Audit Thyself?
AI models can’t grade their own blind spot very well. People don’t either.
One signal 🔭 One subtraction ➖ One analogy ⚡
Created by Sam Rogers, building PAICE.work | Freely available on Substack and LinkedIn | New issue every week
🔭 Signal: One Read, Confidently Wrong
Does anybody ship a single model on the hard questions anymore? I hope not. Those who know what they’re doing with AI run a second one to check the first. Or they convene a council and let them disagree, because one model’s blind spot is mostly invisible from inside that model. The whole point of the second voice is to see what the first one structurally can’t.
A solo-authored essay has the identical flaw. For fifty-six issues I’ve walked into other people’s blind spots and named those, but it’s very hard to name my own. One confident voice reads as coverage. But it’s just one read.
It’s also slow: by the time a single voice polishes a take to shipping smoothness, the machine-speed news has already moved.
The org-scale version is measurable. The best data we have is last year old, when 71% of organizations were using generative AI in at least one business function (Stanford AI Index 2025), and I’m betting it’s gone up since then. Yet only about 1 in 5 orgs have a mature model for governing it (Deloitte 2026). Adoption is the fast, confident first read. Judgment is the dissent nobody convened. The gap between the two is a mono-model running unaudited at company scale, and that is the most expensive thing on this list.
One voice is not a viewpoint. It is an unaudited model.
➖ Subtraction: The Solo Approval
Find your highest-stakes recurring output, the one that currently passes through exactly one human reviewer. Stop confusing “one person signed off” with “this was actually checked.” A single signer is not an audit. Too often it’s little more than a second copy of the first (increasingly AI generated) opinion.
The solution isn’t to add another proofreader who blesses the work that looks done. It’s to add a second voice whose only job is to disagree, to find the seam the first read went blind to.
Make it measurable this week: name one decision that has exactly one set of eyes on it. Give it a second set, briefed to dissent instead of approve. Count how many times the dissent changes the output of the call. That number is the audit you were missing.
⚡ Analogy of the Week: The Tumor Board
Walk into a hospital on the hard cases and what you will not find is one brilliant doctor making the call all alone. You will find a room. Oncologist, radiologist, surgeon, pathologist, all reading the same scans, all arguing about the case.
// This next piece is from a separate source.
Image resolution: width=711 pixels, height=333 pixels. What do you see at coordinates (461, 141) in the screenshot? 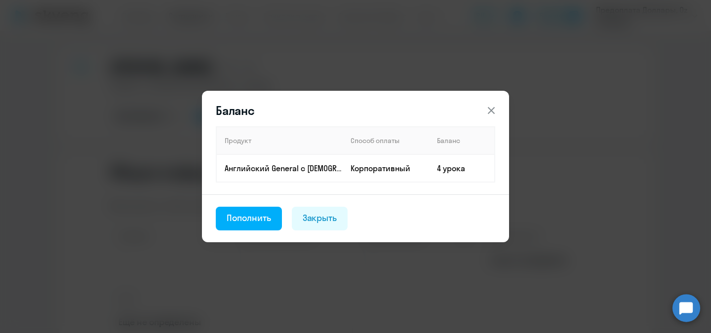
I see `th: Баланс` at bounding box center [461, 141].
Not because any one of them is weak as an individual. Because any individual is structurally not strong enough for a disease that hides in the seam between specialties, exactly where a single expert’s training stops. The room exists to catch what one set of eyes, however good, cannot catch by itself. The board is slower than a single glance. That is a feature, not a bug. Fast and confident is precisely how the hard ones get missed.
The insurance industry would have condensed this down to save costs long ago, if possible. A single read is quick, but the board is right more often. When the stakes are real, even the actuarial tables agree: right is more valuable than quick.
🎵 Closing: The Solo Subtraction
By my own argument, my solo perspective is the form to subtract. So I am convening the board.
This week, Signals & Subtractions is becoming a live show. Better signals, and the clarity to stop what no longer serves. Live on Wednesdays (LinkedIn, Substack, YouTube), a polished cut on Fridays (more platforms), and this newsletter is about to become the Sunday recap. The format is the thesis: multiple voices every episode, me as host, a rotating cohost, and a guest, each bringing one signal and one subtraction. Tight, fast, current, human. Lecture-less, application-rich.
Who it’s for: Signals & Subtractions is still made to help the operator who is accountable for AI outcomes and risk and has been drinking from the daily-news firehose often enough to be gasping for air. We offer that level of curated signal, and the nerve to subtract.
So going forward, a dynamic council. The live chat is an important part it too: every on-air question gets a response, the first ten commenters get named on-air, the first sharer on each platform gets read aloud. Show up live and you are another specialist in the room on the same scan.
Our first read together: Wednesday, July 1, 9am Pacific / noon Eastern / 16:00 UTC. If you’re already subscribed, you should get a notice when we go live. If not, stay tuned at https://sigsub.show
I spent a year telling you what to subtract. Now I’m subtracting the solo part, and bringing in others who see things differently. Your perspective makes it even stronger.